Television

Chelsea Handler

Her drunken-slattern shtick is very watchable.

Chelsea Handler

A total lush, a filthy lay, a homegirl unrestrained when feeling catty—the persona of Chelsea Handler is as guilty-pleasurable as any in the recent annals of American humor. With her late-night comedy show Chelsea Lately (E!, weeknights at 11 p.m. ET) fueling the success of a standup concert tour and three best-selling books, Handler has blown up into an unaffected princess who graces her subjects with joyful sneers. The persona has a rich relationship with decadence, being morally and aesthetically offended by the reality-TV abominations and befuddled starlets who provide so much of her Chelsea Lately material. But the persona also relishes libertine excess and celebrates fun bad ideas.

Here’s the vibe: Imagine Handler hungoverish at the 10-items-or-less counter at Safeway, swinging her basket of goods—a home pregnancy test, a Boston cream pie, a handle of designer booze—up to the conveyor belt. She snatches a glossy tabloid from the rack for a greedy eyeful of hot-pink messes. Sniping aloud at the tackiness within with vulgarity in kind, she rolls her eyes so hard that she gags as she slaps enough magazines on the conveyor belt so that now she’s buying 12 items. She swipes her platinum card with a contemptuous gesture.

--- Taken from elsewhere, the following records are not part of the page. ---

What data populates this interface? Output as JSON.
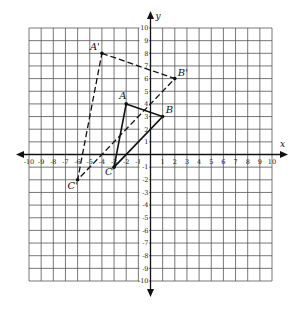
{
  "graph": {
    "x_axis_label": "x",
    "y_axis_label": "y",
    "x_range": [
      -10,
      10
    ],
    "y_range": [
      -10,
      10
    ],
    "grid": true,
    "x_ticks": [
      "-10",
      "-9",
      "-8",
      "-7",
      "-6",
      "-5",
      "-4",
      "-3",
      "-2",
      "-1",
      "1",
      "2",
      "3",
      "4",
      "5",
      "6",
      "7",
      "8",
      "9",
      "10"
    ],
    "y_ticks": [
      "10",
      "9",
      "8",
      "7",
      "6",
      "5",
      "4",
      "3",
      "2",
      "1",
      "-1",
      "-2",
      "-3",
      "-4",
      "-5",
      "-6",
      "-7",
      "-8",
      "-9",
      "-10"
    ],
    "colors": {
      "grid": "#555555",
      "axis": "#111111",
      "figure": "#111111",
      "background": "#ffffff"
    }
  },
  "figures": {
    "original": {
      "name": "Triangle ABC",
      "line_style": "solid",
      "vertices": [
        {
          "label": "A",
          "x": -2,
          "y": 4
        },
        {
          "label": "B",
          "x": 1,
          "y": 3
        },
        {
          "label": "C",
          "x": -3,
          "y": -1
        }
      ]
    },
    "image": {
      "name": "Triangle A'B'C'",
      "line_style": "dashed",
      "vertices": [
        {
          "label": "A'",
          "x": -4,
          "y": 8
        },
        {
          "label": "B'",
          "x": 2,
          "y": 6
        },
        {
          "label": "C'",
          "x": -6,
          "y": -2
        }
      ]
    }
  }
}
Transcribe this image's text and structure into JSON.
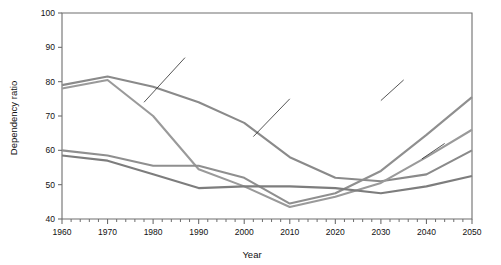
{
  "chart_data": {
    "type": "line",
    "title": "",
    "xlabel": "Year",
    "ylabel": "Dependency ratio",
    "xlim": [
      1960,
      2050
    ],
    "ylim": [
      40,
      100
    ],
    "grid": false,
    "legend": "none",
    "x_ticks": [
      1960,
      1970,
      1980,
      1990,
      2000,
      2010,
      2020,
      2030,
      2040,
      2050
    ],
    "x_tick_labels": [
      "1960",
      "1970",
      "1980",
      "1990",
      "2000",
      "2010",
      "2020",
      "2030",
      "2040",
      "2050"
    ],
    "x_minor_tick_step": 2,
    "y_ticks": [
      40,
      50,
      60,
      70,
      80,
      90,
      100
    ],
    "y_tick_labels": [
      "40",
      "50",
      "60",
      "70",
      "80",
      "90",
      "100"
    ],
    "x": [
      1960,
      1970,
      1980,
      1990,
      2000,
      2010,
      2020,
      2030,
      2040,
      2050
    ],
    "series": [
      {
        "name": "series-1",
        "color": "#8a8a8a",
        "values": [
          79.0,
          81.5,
          78.5,
          74.0,
          68.0,
          58.0,
          52.0,
          51.0,
          53.0,
          60.0
        ]
      },
      {
        "name": "series-2",
        "color": "#9a9a9a",
        "values": [
          78.0,
          80.5,
          70.0,
          54.5,
          49.5,
          43.5,
          46.5,
          50.5,
          58.0,
          66.0
        ]
      },
      {
        "name": "series-3",
        "color": "#8f8f8f",
        "values": [
          60.0,
          58.5,
          55.5,
          55.5,
          52.0,
          44.5,
          47.5,
          54.0,
          64.5,
          75.5
        ]
      },
      {
        "name": "series-4",
        "color": "#7d7d7d",
        "values": [
          58.5,
          57.0,
          53.0,
          49.0,
          49.5,
          49.5,
          49.0,
          47.5,
          49.5,
          52.5
        ]
      }
    ],
    "annotations": [
      {
        "name": "leader-line-1",
        "x1": 1978,
        "y1": 74.0,
        "x2": 1987,
        "y2": 87.0
      },
      {
        "name": "leader-line-2",
        "x1": 2002,
        "y1": 64.0,
        "x2": 2010,
        "y2": 75.0
      },
      {
        "name": "leader-line-3",
        "x1": 2030,
        "y1": 74.5,
        "x2": 2035,
        "y2": 80.5
      },
      {
        "name": "leader-line-4",
        "x1": 2039,
        "y1": 57.5,
        "x2": 2044,
        "y2": 62.0
      }
    ]
  }
}
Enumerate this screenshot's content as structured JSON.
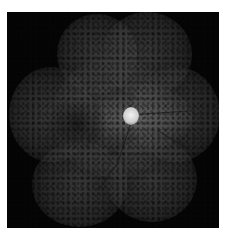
{
  "image": {
    "description": "Wide-field fundus autofluorescence montage of a retina, grayscale, on black background with white border",
    "subject": "retina",
    "features": {
      "optic_disc": "bright hyperautofluorescent disc near center",
      "vessels": "dark retinal vessels radiating from optic disc",
      "periphery": "mottled hypoautofluorescent spots throughout peripheral lobes",
      "background": "black"
    },
    "colors": {
      "border": "#ffffff",
      "background": "#050505",
      "disc": "#e8e8e8",
      "retina": "#5a5a5a"
    }
  }
}
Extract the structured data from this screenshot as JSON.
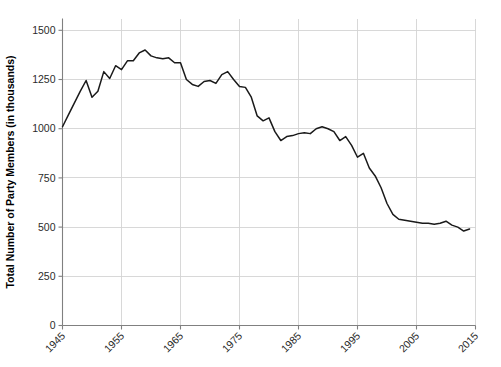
{
  "chart_data": {
    "type": "line",
    "title": "",
    "subtitle": "",
    "xlabel": "",
    "ylabel": "Total Number of Party Members (in thousands)",
    "xlim": [
      1945,
      2015
    ],
    "ylim": [
      0,
      1560
    ],
    "grid": true,
    "legend": false,
    "legend_position": "none",
    "line_color": "#1a1a1a",
    "grid_color": "#d4d4d4",
    "axis_color": "#808080",
    "x_ticks": [
      1945,
      1955,
      1965,
      1975,
      1985,
      1995,
      2005,
      2015
    ],
    "x_tick_labels": [
      "1945",
      "1955",
      "1965",
      "1975",
      "1985",
      "1995",
      "2005",
      "2015"
    ],
    "y_ticks": [
      0,
      250,
      500,
      750,
      1000,
      1250,
      1500
    ],
    "y_tick_labels": [
      "0",
      "250",
      "500",
      "750",
      "1000",
      "1250",
      "1500"
    ],
    "series": [
      {
        "name": "Total Party Members",
        "x": [
          1945,
          1946,
          1947,
          1948,
          1949,
          1950,
          1951,
          1952,
          1953,
          1954,
          1955,
          1956,
          1957,
          1958,
          1959,
          1960,
          1961,
          1962,
          1963,
          1964,
          1965,
          1966,
          1967,
          1968,
          1969,
          1970,
          1971,
          1972,
          1973,
          1974,
          1975,
          1976,
          1977,
          1978,
          1979,
          1980,
          1981,
          1982,
          1983,
          1984,
          1985,
          1986,
          1987,
          1988,
          1989,
          1990,
          1991,
          1992,
          1993,
          1994,
          1995,
          1996,
          1997,
          1998,
          1999,
          2000,
          2001,
          2002,
          2003,
          2004,
          2005,
          2006,
          2007,
          2008,
          2009,
          2010,
          2011,
          2012,
          2013,
          2014
        ],
        "values": [
          1010,
          1070,
          1130,
          1190,
          1245,
          1160,
          1190,
          1290,
          1255,
          1320,
          1300,
          1345,
          1345,
          1385,
          1400,
          1370,
          1360,
          1355,
          1360,
          1335,
          1335,
          1250,
          1225,
          1215,
          1240,
          1245,
          1230,
          1275,
          1290,
          1250,
          1215,
          1210,
          1160,
          1065,
          1040,
          1055,
          985,
          940,
          960,
          965,
          975,
          980,
          975,
          1000,
          1010,
          1000,
          985,
          940,
          960,
          915,
          855,
          875,
          800,
          760,
          700,
          620,
          565,
          540,
          535,
          530,
          525,
          520,
          520,
          515,
          520,
          530,
          510,
          500,
          480,
          490
        ]
      }
    ],
    "annotations": []
  }
}
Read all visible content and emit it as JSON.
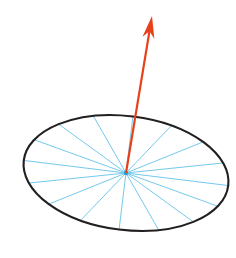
{
  "canvas": {
    "width": 236,
    "height": 258,
    "background": "#ffffff"
  },
  "figure": {
    "title": "",
    "kind": "geometric-diagram"
  },
  "ellipse": {
    "name": "disk-outline",
    "center_x": 126,
    "center_y": 173,
    "radius_x": 103,
    "radius_y": 57,
    "rotation_deg": 7,
    "stroke": "#231f20",
    "stroke_width": 2.1,
    "fill": "none"
  },
  "spokes": {
    "name": "radial-spokes",
    "count": 16,
    "stroke": "#64c3e8",
    "stroke_width": 0.9,
    "start_angle_deg": 0,
    "angles_deg": [
      0,
      22.5,
      45,
      67.5,
      90,
      112.5,
      135,
      157.5,
      180,
      202.5,
      225,
      247.5,
      270,
      292.5,
      315,
      337.5
    ]
  },
  "hub": {
    "name": "center-hub",
    "x": 126,
    "y": 173,
    "radius": 2.2,
    "color": "#2f9fd0"
  },
  "arrow": {
    "name": "normal-vector-arrow",
    "tail_x": 126,
    "tail_y": 173,
    "tip_x": 152,
    "tip_y": 16,
    "shaft_width": 2.2,
    "head_length": 22,
    "head_half_width": 6,
    "color": "#e8411a",
    "label": ""
  },
  "palette": {
    "outline": "#231f20",
    "spoke": "#64c3e8",
    "arrow": "#e8411a",
    "hub": "#2f9fd0",
    "background": "#ffffff"
  }
}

Handler claims to be 35 and looks at least 40, which is part of her appeal. She seems old enough to have been around and to know better. About her appetites she is frank, unrepentant, and semi-self-loathing. She wants a second dessert, a sixth drink, a Vicodin if you’ve got one—and what her drunken slattern shtick lacks in novelty, it more than compensates for by way of pungency. One imagines that her core constituencies include sarcastic young flaming homosexuals and jaded sorority dropouts with treatable self-esteem issues.

Those who would yawn at her act as a played-out “trangressive” role-playing might turn to the second page of Handler’s current best-seller, Chelsea Chelsea Bang Bang, with its compound sentence on the author’s preadolescent addiction to her intimate anatomy: “I wasn’t prepared for what kind of ride this little magic muffin was going to take me on, but I reminded myself that we never choose who we fall in love with, and I had no choice when my little hot pocket in a pita took over my life for the good part of the third and fourth grades.” While any healthy man will squirm in contemplating this image, the more discerning of them will acknowledge the craft in the way the sentence pivots from puerile snack-time metaphor-making to a lilting bittersweet statement and back again.

There’s a peculiar sort of class to Handler’s prose, and to her ad-libbing and the general atmosphere of her show. Underneath her hair, which is sometimes morning-after messy and sometimes flat-ironed to achieve a bitchy glamour, is a sophisticated brain. After her nightly monologue—delivered in front of a set resembling a lounge at the W—Handler usually turns to a roundtable of comedians who help her snark on overexposed adulterers and the like with a notable degree of cultivation. A February joke about Snooki making a personal appearance at James Madison University trusted in the viewer’s cognizance of Cornel West. Crucially, scholarship and gentility do not go hand in hand. Ludacris, who has branched out from rapping and acting into the cognac-shilling business, recently brought to Handler’s couch a quart of liquor as a hostess gift. Holding the bottle in what would have been her lap had she kept her knees together, she explained that her general affection for her male hip-hop guests owed to their way of telling it to her straight: ” ‘Yeah, you’re a dirty girl, Chelsea.’ “

And for that matter, she is dirty in a more interesting way than Sarah Silverman, her colleague in potty-mouth-ism. Where Silverman, pushing pop shock, remains an aloof performance artist, Handler reads as a woman instinctually confiding veritas of the in vino variety. (It must have required a lot of effort to develop the character of this lazy gossip.) And where Silverman discernibly waits and watches for an audience’s “scandalized” reaction to a “racist” joke, Handler does ethnic incorrectness full speed ahead. Such jokes often come at the expense of her sidekick, Chuy, a diminutive Hispanic man usually clad in antiquated golfing togs, thus existing as a kind of Dorf-themed lawn ornament.

The funniest moment on Wednesday’s installment of Chelsea Lately wasn’t even really a joke, just an all-in-the-attitude response to a scandal-made disposable celebrity. Some strumpet, hurt by a line the host had spat the day before, had taken to her Facebook page and tried to insult Handler by suggesting that she Botox not her forehead but her “flabby underarm skin,” further comparing Handler’s limbs to KFC product. Raising an arm to flap her right triceps around, Handler started to talk about coating herself in 11 herbs and spices, but her spleen burst before she could finish the line: “First of all, look at my forehead, you dumb bitch—I don’t have Botox.” She asked the camera to pull in on her. Sadly, it did not. If it had, you would have seen attractive lines crossing her brow, high and low.